Harbingers—The Right Thing to Do
Hope is an inadequate virtue for the times in which we live. The real question we must ask ourselves is this—regardless of how things turn out, what kind of person do we want to be?
Harbingers—How to read about the end of the world
Media accounts of the climate crisis aim to present a balanced perspective—the crisis is urgent, but we still have hope. When examined closely, however, the crisis is described in terms of facts, while the hopes are described in terms of wishes and fantasies.
THE END IS NIGH!!!
While we might not think of Buddhism as an apocalyptic religion, there are a number of Suttas that speak of massive global climate breakdown. Now we see the future the Buddha prophesied becoming our present.
Harbingers—Gods & Monsters
A very short story about a very big story—how the world ended, and how we, who ended the world, will be seen by our children.
A Buddhist Guide to “Surviving” the Apocalypse
Practical advice from the Suttas on how to deal with a crisis as vast as the global climate elergency.
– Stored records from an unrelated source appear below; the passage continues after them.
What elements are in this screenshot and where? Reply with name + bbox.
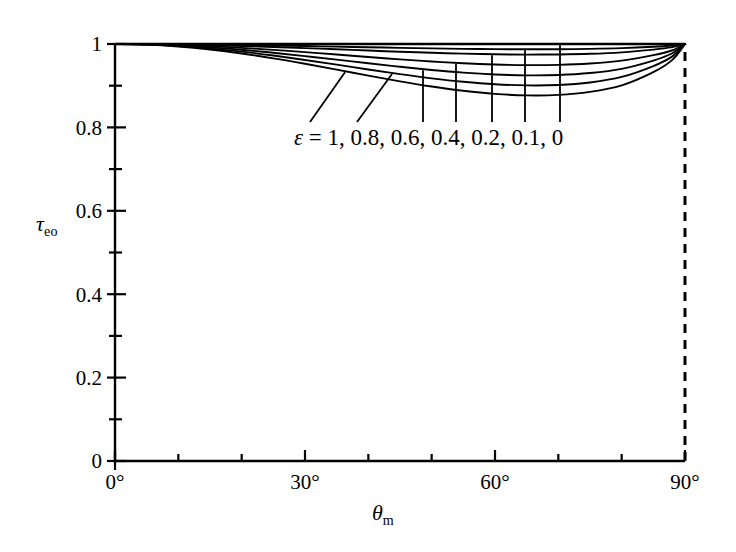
curve-series-1 xyxy=(115,44,685,85)
x-axis-title-symbol: θ xyxy=(372,500,383,525)
leader-line-diagonal-0 xyxy=(310,72,345,122)
y-tick-label-04: 0.4 xyxy=(52,285,102,306)
x-tick-label-0deg: 0° xyxy=(85,472,145,493)
y-tick-label-0: 0 xyxy=(52,451,102,472)
y-tick-label-06: 0.6 xyxy=(52,201,102,222)
axes-group xyxy=(107,44,685,470)
data-curves-group xyxy=(115,44,685,95)
y-tick-label-08: 0.8 xyxy=(52,118,102,139)
x-tick-label-30deg: 30° xyxy=(275,472,335,493)
x-axis-title: θm xyxy=(372,502,394,524)
legend-equals: = xyxy=(303,125,327,150)
y-axis-title-subscript: eo xyxy=(44,223,58,239)
leader-line-diagonal-1 xyxy=(357,74,392,122)
annotation-leader-lines xyxy=(310,45,560,122)
legend-values: 1, 0.8, 0.6, 0.4, 0.2, 0.1, 0 xyxy=(328,125,564,150)
y-axis-title-symbol: τ xyxy=(36,211,44,236)
y-tick-label-1: 1 xyxy=(52,34,102,55)
curve-family-legend: ε = 1, 0.8, 0.6, 0.4, 0.2, 0.1, 0 xyxy=(294,126,563,149)
x-tick-label-90deg: 90° xyxy=(655,472,715,493)
y-axis-title: τeo xyxy=(36,213,58,235)
figure-container: 0 0.2 0.4 0.6 0.8 1 0° 30° 60° 90° τeo θ… xyxy=(0,0,736,552)
x-tick-label-60deg: 60° xyxy=(465,472,525,493)
legend-epsilon-symbol: ε xyxy=(294,125,303,150)
x-axis-title-subscript: m xyxy=(383,512,394,528)
y-tick-label-02: 0.2 xyxy=(52,368,102,389)
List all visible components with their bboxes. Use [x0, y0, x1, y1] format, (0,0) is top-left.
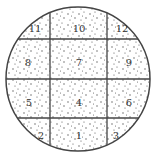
section-label-10: 10: [73, 23, 86, 34]
section-label-3: 3: [113, 130, 119, 141]
section-label-1: 1: [76, 130, 82, 141]
section-label-8: 8: [25, 57, 31, 68]
section-label-9: 9: [126, 57, 132, 68]
section-label-12: 12: [116, 23, 129, 34]
section-label-7: 7: [76, 57, 82, 68]
section-label-4: 4: [76, 97, 82, 108]
sectioned-circle-diagram: 111012879546213: [0, 0, 155, 158]
section-label-5: 5: [26, 97, 32, 108]
section-label-2: 2: [38, 130, 44, 141]
section-label-11: 11: [29, 23, 42, 34]
section-label-6: 6: [126, 97, 132, 108]
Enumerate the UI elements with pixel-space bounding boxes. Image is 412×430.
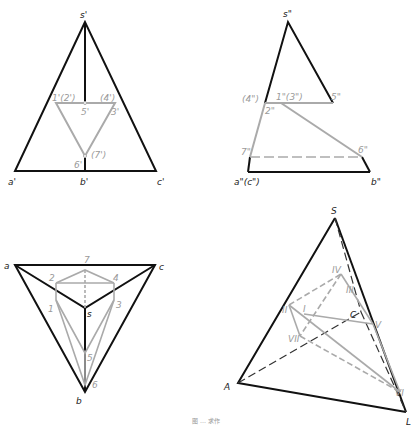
figure-caption: 图 … 求作 [0, 416, 412, 425]
label-5-top: 5 [87, 353, 93, 363]
label-7-front: (7') [91, 150, 106, 160]
label-2-top: 2 [49, 273, 55, 283]
label-4-top: 4 [113, 273, 119, 283]
label-b-front: b' [80, 177, 88, 187]
iso-view [238, 218, 406, 412]
label-s-top: s [87, 309, 92, 319]
label-5-front: 5' [81, 107, 89, 117]
top-view [15, 265, 155, 392]
label-c-top: c [159, 262, 164, 272]
label-VI-iso: VI [395, 388, 404, 398]
label-s-front: s' [80, 10, 87, 20]
label-4-side: (4") [242, 94, 259, 104]
label-7-side: 7" [241, 147, 251, 157]
label-I-iso: I [303, 304, 306, 314]
label-6-front: 6' [74, 160, 82, 170]
label-V-iso: V [375, 320, 382, 330]
label-b-top: b [76, 396, 82, 406]
label-ac-side: a"(c") [234, 177, 260, 187]
label-5-side: 5" [331, 92, 341, 102]
label-13-side: 1"(3") [276, 92, 303, 102]
drawing-canvas: s' a' b' c' 1'(2') (4') 3' 5' 6' (7') s"… [0, 0, 412, 430]
label-IV-iso: IV [332, 265, 342, 275]
label-3-front: 3' [111, 107, 119, 117]
label-III-iso: III [346, 285, 354, 295]
label-VII-iso: VII [288, 334, 300, 344]
side-view [248, 22, 370, 172]
label-1-top: 1 [48, 304, 54, 314]
label-b-side: b" [371, 177, 381, 187]
label-6-top: 6 [92, 380, 98, 390]
label-A-iso: A [223, 382, 230, 392]
label-a-front: a' [8, 177, 16, 187]
label-12-front: 1'(2') [52, 93, 75, 103]
label-S-iso: S [331, 206, 337, 216]
label-II-iso: II [282, 305, 288, 315]
label-C-iso: C [350, 310, 357, 320]
label-7-top: 7 [84, 255, 90, 265]
label-a-top: a [4, 261, 10, 271]
label-4-front: (4') [100, 93, 115, 103]
label-2-side: 2" [265, 106, 275, 116]
label-s-side: s" [283, 9, 292, 19]
label-6-side: 6" [358, 145, 368, 155]
label-c-front: c' [157, 177, 164, 187]
front-view [15, 22, 156, 171]
label-3-top: 3 [116, 300, 122, 310]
The End of the World as We Know It
A video to bring the climate crisis back home.
Interview with Bhante Sujato
Discussing the Monastery at the End of the World as well as, well, the actual end of the world.
Harbingers—as the oceans heat up
While we dally and debate, the world is heating at an incredible rate. Most of the heat is absorbed by the oceans where we cannot directly feel it, but that does not make it any less dangerous.